Change font size
MultimediaBlog
Share
Print

News

Mayor Gray and the Tension in D.C.: Should Black Residents Feel Collective Shame?
Marjorie Valbrun
July 24, 2012

After the 2010 elections, it seemed a safe bet that the District would continue its 12-year streak without a major political scandal. The image of a city run by a crack-smoking mayor was a distant memory, no longer visible in the rearview mirror as successive mayors drove the District on the road to municipal respectability.

Washingtonians took pride in their city’s improved reputation, particularly longtime black residents who lived through the embarrassing arrest of former mayor Marion Barry on drug charges.

The civic pride began diminishing in the past few months, after D.C. Council members Harry Thomas Jr. and Kwame R. Brown, both Democrats, were forced to resign. It came to screeching halt when a federal investigation implicated that three political aides to Mayor Vincent C. Gray (D) were involved in a scheme involving boatloads of illicit campaign contributions and irregularities. Everyone is waiting to see whether Gray will be charged next.

---

“People who have a local perspective, rather than a larger perspective, view everything bad that happens in the District as a negative thing about them,” said David Bositis, a senior researcher at the Joint Center for Political and Economic Studies, a D.C.-based think tank focused on political and public policy issues.

 

Read more at The Washington Post.

News Topics

  • Black Elected Officials
  • Black Identity

Media Contact

(202) 789-3500

Focus Magazine

 

Since 1972, FOCUS magazine has provided coverage of national issues to a leadership audience of over 18,0000 readers.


> [Task item]: Exact repetition is the task: copy every entry below.

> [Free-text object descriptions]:
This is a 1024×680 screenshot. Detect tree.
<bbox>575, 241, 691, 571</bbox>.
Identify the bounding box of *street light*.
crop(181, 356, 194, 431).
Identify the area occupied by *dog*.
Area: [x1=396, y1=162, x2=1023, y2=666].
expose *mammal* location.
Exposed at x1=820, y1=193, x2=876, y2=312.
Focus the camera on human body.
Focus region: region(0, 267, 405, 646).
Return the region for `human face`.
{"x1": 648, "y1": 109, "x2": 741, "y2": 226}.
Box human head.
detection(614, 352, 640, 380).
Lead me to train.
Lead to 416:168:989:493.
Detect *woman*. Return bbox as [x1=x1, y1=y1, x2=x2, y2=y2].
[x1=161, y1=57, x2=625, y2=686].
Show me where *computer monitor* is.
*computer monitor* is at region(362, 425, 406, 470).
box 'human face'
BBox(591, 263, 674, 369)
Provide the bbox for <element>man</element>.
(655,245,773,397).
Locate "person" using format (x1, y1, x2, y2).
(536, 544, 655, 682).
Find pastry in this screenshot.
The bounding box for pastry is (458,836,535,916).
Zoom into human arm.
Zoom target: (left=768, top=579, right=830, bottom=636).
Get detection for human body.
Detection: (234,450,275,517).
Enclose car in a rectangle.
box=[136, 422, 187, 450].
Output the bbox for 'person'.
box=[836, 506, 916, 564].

> [Task response]:
This is a 1024×680 screenshot. Detect tree.
<bbox>575, 241, 691, 571</bbox>.
Identify the bounding box of *street light*.
crop(181, 356, 194, 431).
Identify the area occupied by *dog*.
Area: [x1=396, y1=162, x2=1023, y2=666].
expose *mammal* location.
Exposed at x1=820, y1=193, x2=876, y2=312.
Focus the camera on human body.
Focus region: region(0, 267, 405, 646).
Return the region for `human face`.
{"x1": 648, "y1": 109, "x2": 741, "y2": 226}.
Box human head.
detection(614, 352, 640, 380).
Lead me to train.
Lead to 416:168:989:493.
Detect *woman*. Return bbox as [x1=x1, y1=y1, x2=x2, y2=y2].
[x1=161, y1=57, x2=625, y2=686].
Show me where *computer monitor* is.
*computer monitor* is at region(362, 425, 406, 470).
box 'human face'
BBox(591, 263, 674, 369)
Provide the bbox for <element>man</element>.
(655,245,773,397).
Locate "person" using format (x1, y1, x2, y2).
(536, 544, 655, 682).
Find pastry in this screenshot.
The bounding box for pastry is (458,836,535,916).
Zoom into human arm.
Zoom target: (left=768, top=579, right=830, bottom=636).
Get detection for human body.
Detection: (234,450,275,517).
Enclose car in a rectangle.
box=[136, 422, 187, 450].
Output the bbox for 'person'.
box=[836, 506, 916, 564].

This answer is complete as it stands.